Here Timer is a throw-away value that only serves to mutate timings such that on creation it starts the timer, then once it goes out of scope it stops the timer and inserts the result into timings.

This is not bad, but it's easy to use incorrectly, because without the let the Timer value goes out of scope immediately and doesn't time the rest of the block. It also means we have to use a name like t to create the binding, even though we'd rather not have it potentially collide with other variable names we happen to be using in this code already.

Finally, I can think of the macro way:

let mut timings = Timings::new();

let rv = time_this!(&mut timings, "post_and_get", {
    api.post("new thing");
    api.get("new thing")
});

Here the macro would call timings.start_timer and timings.stop_timer behind the scenes for us.

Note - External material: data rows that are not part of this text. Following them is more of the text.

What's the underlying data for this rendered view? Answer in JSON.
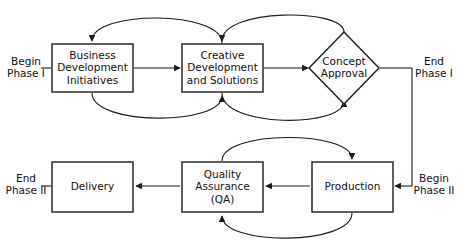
{
  "diagram": {
    "background_color": "#ffffff",
    "line_color": "#1a1a1a",
    "text_color": "#111111",
    "nodes": [
      {
        "id": "business-development-initiatives",
        "shape": "rectangle",
        "lines": [
          "Business",
          "Development",
          "Initiatives"
        ],
        "x": 52,
        "y": 44,
        "w": 81,
        "h": 48
      },
      {
        "id": "creative-development-and-solutions",
        "shape": "rectangle",
        "lines": [
          "Creative",
          "Development",
          "and Solutions"
        ],
        "x": 182,
        "y": 44,
        "w": 81,
        "h": 48
      },
      {
        "id": "concept-approval",
        "shape": "diamond",
        "lines": [
          "Concept",
          "Approval"
        ],
        "cx": 344,
        "cy": 68,
        "rx": 35,
        "ry": 36
      },
      {
        "id": "delivery",
        "shape": "rectangle",
        "lines": [
          "Delivery"
        ],
        "x": 52,
        "y": 162,
        "w": 81,
        "h": 50
      },
      {
        "id": "quality-assurance",
        "shape": "rectangle",
        "lines": [
          "Quality",
          "Assurance",
          "(QA)"
        ],
        "x": 182,
        "y": 162,
        "w": 81,
        "h": 50
      },
      {
        "id": "production",
        "shape": "rectangle",
        "lines": [
          "Production"
        ],
        "x": 312,
        "y": 162,
        "w": 81,
        "h": 50
      }
    ],
    "phase_labels": [
      {
        "id": "begin-phase-1",
        "lines": [
          "Begin",
          "Phase I"
        ],
        "x": 26,
        "y": 68
      },
      {
        "id": "end-phase-1",
        "lines": [
          "End",
          "Phase I"
        ],
        "x": 434,
        "y": 68
      },
      {
        "id": "end-phase-2",
        "lines": [
          "End",
          "Phase II"
        ],
        "x": 26,
        "y": 185
      },
      {
        "id": "begin-phase-2",
        "lines": [
          "Begin",
          "Phase II"
        ],
        "x": 434,
        "y": 185
      }
    ],
    "edges": [
      {
        "id": "begin-phase1-to-business-dev",
        "type": "line",
        "d": "M 41 68 L 51 68",
        "arrow": false
      },
      {
        "id": "business-dev-to-creative-dev",
        "type": "line",
        "d": "M 134 68 L 180 68",
        "arrow": true
      },
      {
        "id": "creative-dev-to-concept-approval",
        "type": "line",
        "d": "M 264 68 L 308 68",
        "arrow": true
      },
      {
        "id": "concept-approval-to-end-phase1",
        "type": "line",
        "d": "M 380 68 L 412 68",
        "arrow": false
      },
      {
        "id": "end-phase1-down-to-begin-phase2",
        "type": "line",
        "d": "M 412 68 L 412 186",
        "arrow": false
      },
      {
        "id": "begin-phase2-to-production",
        "type": "line",
        "d": "M 412 186 L 395 186",
        "arrow": true
      },
      {
        "id": "production-to-quality-assurance",
        "type": "line",
        "d": "M 310 186 L 266 186",
        "arrow": true
      },
      {
        "id": "quality-assurance-to-delivery",
        "type": "line",
        "d": "M 180 186 L 136 186",
        "arrow": true
      },
      {
        "id": "delivery-to-end-phase2",
        "type": "line",
        "d": "M 51 186 L 41 186",
        "arrow": false
      },
      {
        "id": "creative-dev-back-to-business-dev",
        "type": "curve",
        "d": "M 222 43 C 222 10, 92 10, 92 41",
        "arrow": true
      },
      {
        "id": "concept-approval-back-to-creative-dev",
        "type": "curve",
        "d": "M 344 32 C 344 8, 222 8, 222 41",
        "arrow": true
      },
      {
        "id": "business-dev-forward-to-creative-dev",
        "type": "curve",
        "d": "M 92 93 C 92 126, 222 126, 222 96",
        "arrow": true
      },
      {
        "id": "creative-dev-forward-to-concept-approval",
        "type": "curve",
        "d": "M 222 93 C 222 128, 344 128, 344 101",
        "arrow": true
      },
      {
        "id": "quality-assurance-to-production-loop",
        "type": "curve",
        "d": "M 222 161 C 222 130, 352 130, 352 159",
        "arrow": true
      },
      {
        "id": "production-back-to-quality-assurance-loop",
        "type": "curve",
        "d": "M 352 213 C 352 246, 222 246, 222 216",
        "arrow": true
      }
    ]
  }
}
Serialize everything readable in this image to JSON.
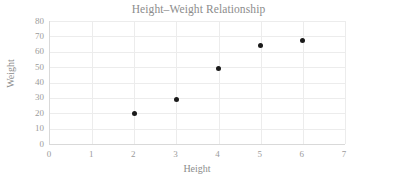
{
  "chart_data": {
    "type": "scatter",
    "title": "Height–Weight Relationship",
    "xlabel": "Height",
    "ylabel": "Weight",
    "x": [
      2,
      3,
      4,
      5,
      6
    ],
    "values": [
      20,
      29,
      49,
      64,
      67
    ],
    "points": [
      {
        "x": 2,
        "y": 20
      },
      {
        "x": 3,
        "y": 29
      },
      {
        "x": 4,
        "y": 49
      },
      {
        "x": 5,
        "y": 64
      },
      {
        "x": 6,
        "y": 67
      }
    ],
    "xlim": [
      0,
      7
    ],
    "ylim": [
      0,
      80
    ],
    "xticks": [
      0,
      1,
      2,
      3,
      4,
      5,
      6,
      7
    ],
    "yticks": [
      0,
      10,
      20,
      30,
      40,
      50,
      60,
      70,
      80
    ],
    "grid": true,
    "legend": false,
    "marker_color": "#1a1a1a",
    "gridline_color": "#ececec",
    "axis_color": "#d9d9d9",
    "text_color": "#9b9b9b",
    "title_color": "#8c8c8c",
    "background_color": "#ffffff"
  }
}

This seems the least error prone, but it feels kind of heavy handed to me syntactically speaking.

Any ideas?

2 Likes

I would use a lambda function.

let mut timings = Timings::new();
let rv = timings.time_this("post_and_get", || {
    //...
});
3 Likes

I think the canonical way to do this is the C++ variant. However,

  1. I'd use timings.time("post_and_get") instead of Timer::new(...).
  2. You can use let _some_name = ... to get rid of the unused binding warning. This also indicates to the programmer that we're using the drop side effect. Note: Do not use let _ = ...; that will drop it immediately.
  3. You can annotate Timer with #[must_use] to ensure that it is used in a let binding.